How does it work in real life? Just one example. Breaking RAR4 passwords on a single core of an Intel Xeon E5 2603 CPU results in a speed of about 40 passwords per second. Using all available cores of that CPU allowed us to squeeze about 300 passwords per second. However, using an NVIDIA GeForce GTX 980 based on the new Maxwell architecture results in approximately 15,500 passwords per second.
Here’s a graphical benchmark showing how many passwords per second Elcomsoft Distributed Password Recovery can try by using a CPU only vs. a top of the line video card:
Intel Xeon E5 2603 | NVIDIA GeForce GTX980 | |
Microsoft Office 2010 | 500 | 22800 |
Microsoft Office 2013 | 60 | 2500 |
WPA/WPA2 | 4900 | 165000 |
OpenOffice | 18250 | 530000 |
RAR4 | 300 | 15500 |
As you can see from our benchmarks, using a last-generation, high-end video card gives a huge boost to real-life recovery speeds. However, the cost of a single NVidia GTX980 is over $500, which may not be to everyone’s liking. How about reaching a similar performance level without investing that much into the newest and greatest?
The latest release of Elcomsoft Distributed Password Recovery addresses exactly that, allowing you to save money on costly upgrades. In this release, we implemented a brand-new, fully asynchronous internal task scheduler, allowing you to use several different video cards in the same computer without the slightest performance hit – even if the cards in question are generations apart! In other words, you are welcome to *add* a new video card to your computer instead of *replacing* the old unit. You can now reach the same level of performance as using a costly top-of-the-line video card by purchasing a mid-range unit and letting it work together with your old video card. You can even mix AMD and NVIDIA boards, squeezing every last bit of performance out of your existing hardware.
In our official announcement, we mentioned some formats that we can only break with NVIDIA units. While AMD makes some great hardware, historically, Elcomsoft Distributed Password Recovery was leaning more towards NVIDIA boards due to the powerful CUDA SDK, more stable drivers and all the help NVIDIA engineers provide to third-party vendors helping us optimize our products.
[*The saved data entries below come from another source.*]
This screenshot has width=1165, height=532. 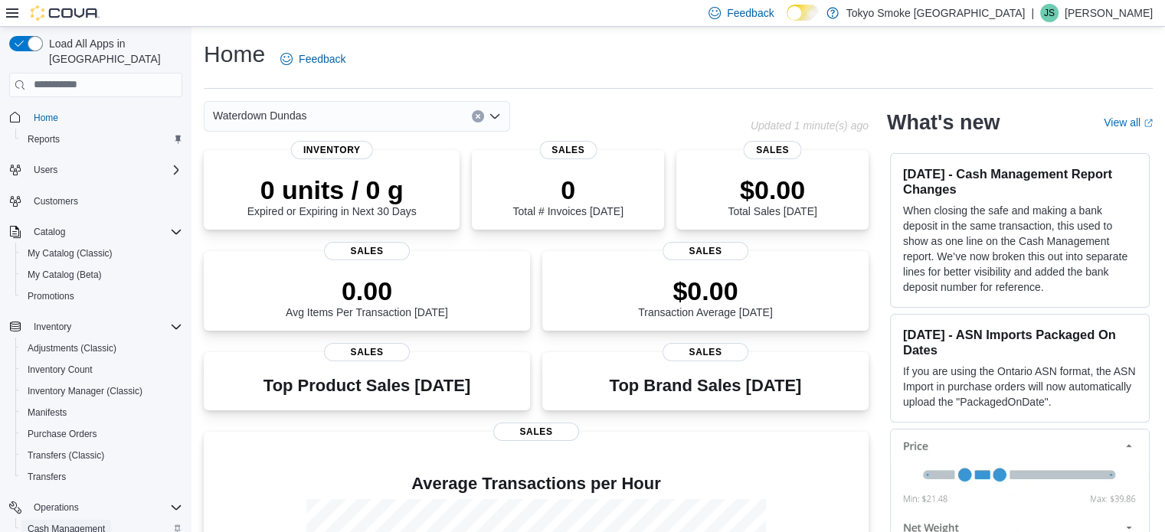 What do you see at coordinates (1019, 387) in the screenshot?
I see `p: If you are using the Ontario ASN format, the ASN Import in purchase orders will now automatically...` at bounding box center [1019, 387].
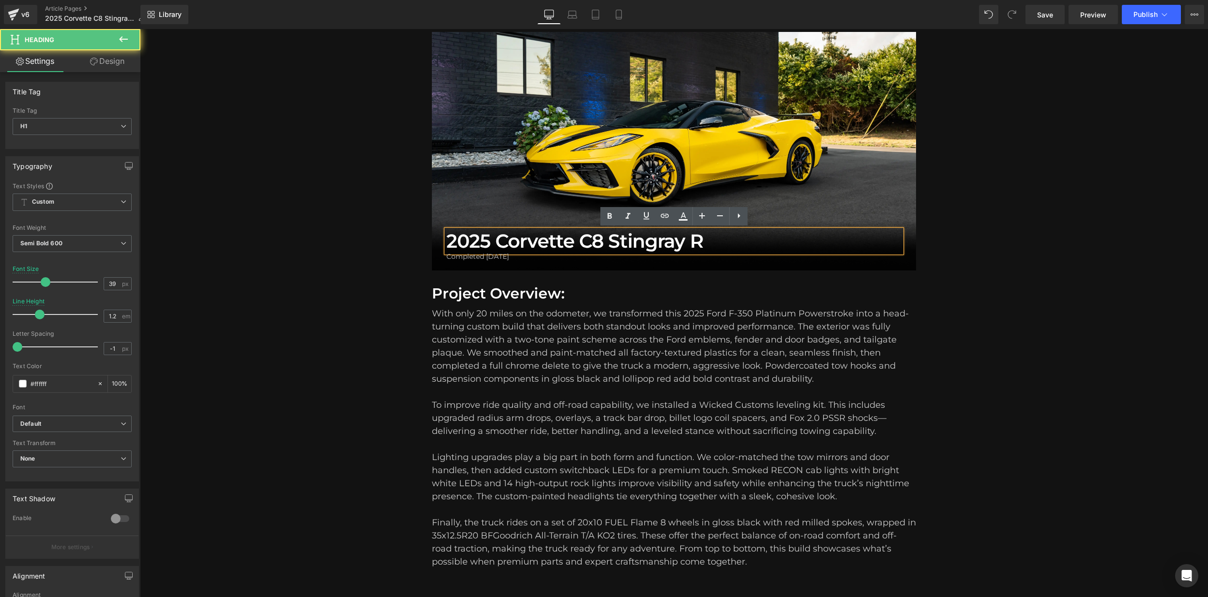  Describe the element at coordinates (61, 384) in the screenshot. I see `input: Color` at that location.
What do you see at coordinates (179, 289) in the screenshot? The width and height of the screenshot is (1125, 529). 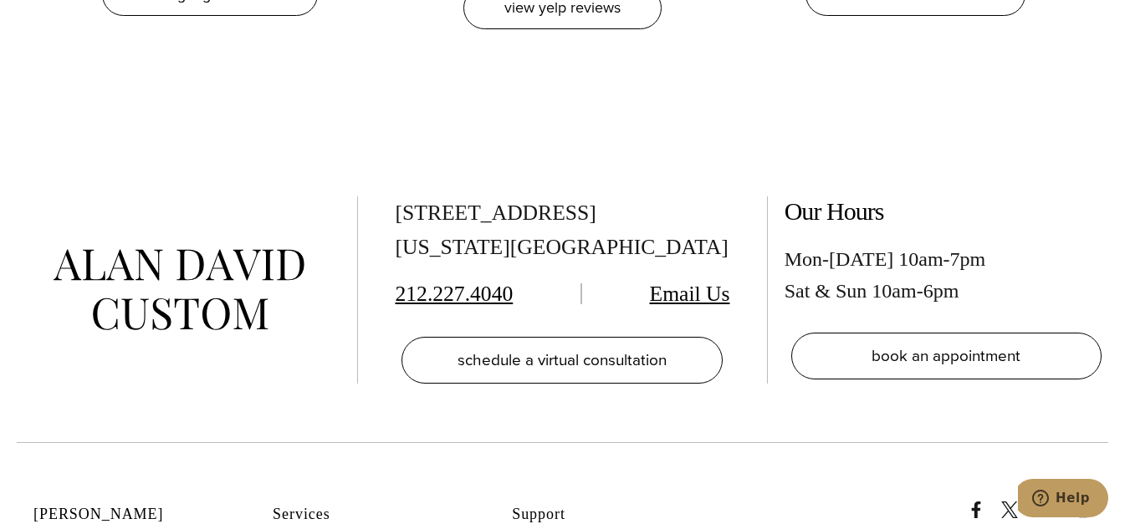 I see `img: alan david custom` at bounding box center [179, 289].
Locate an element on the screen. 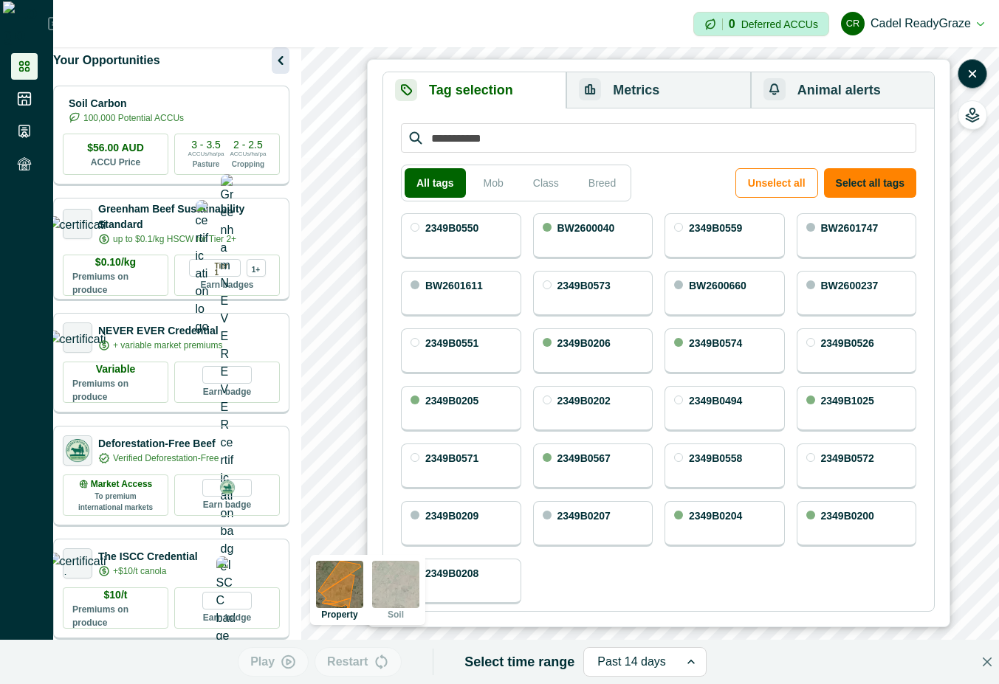 The image size is (999, 684). p: 2349B0526 is located at coordinates (847, 343).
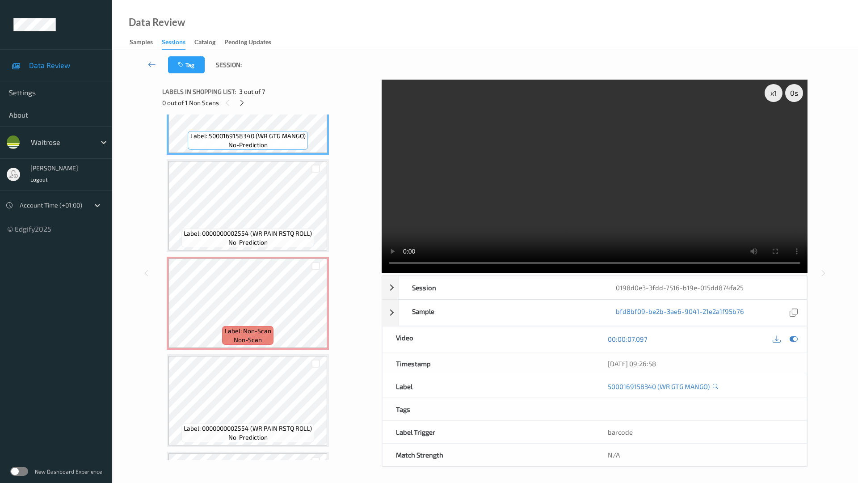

As a result, we can currently accelerate more formats with NVIDIA cards than with AMD units. This includes RAR4 and RAR5 archives as well as a few other formats. Below is the full list of formats that benefit from NVIDIA GPU acceleration (no support for AMD hardware acceleration):
So if you are building a system purely for the purpose of breaking passwords, going NVIDIA is now the safest route, especially considering that the latest Maxwell-based NVIDIA boards appear to deliver best in class price/performance/quality ratio.
Build high-performance clusters for breaking passwords faster. Elcomsoft Distributed Password Recovery offers zero-overhead scalability and supports GPU acceleration for faster recovery. Serving forensic experts and government agencies, data recovery services and corporations, Elcomsoft Distributed Password Recovery is here to break the most complex passwords and strong encryption keys within realistic timeframes.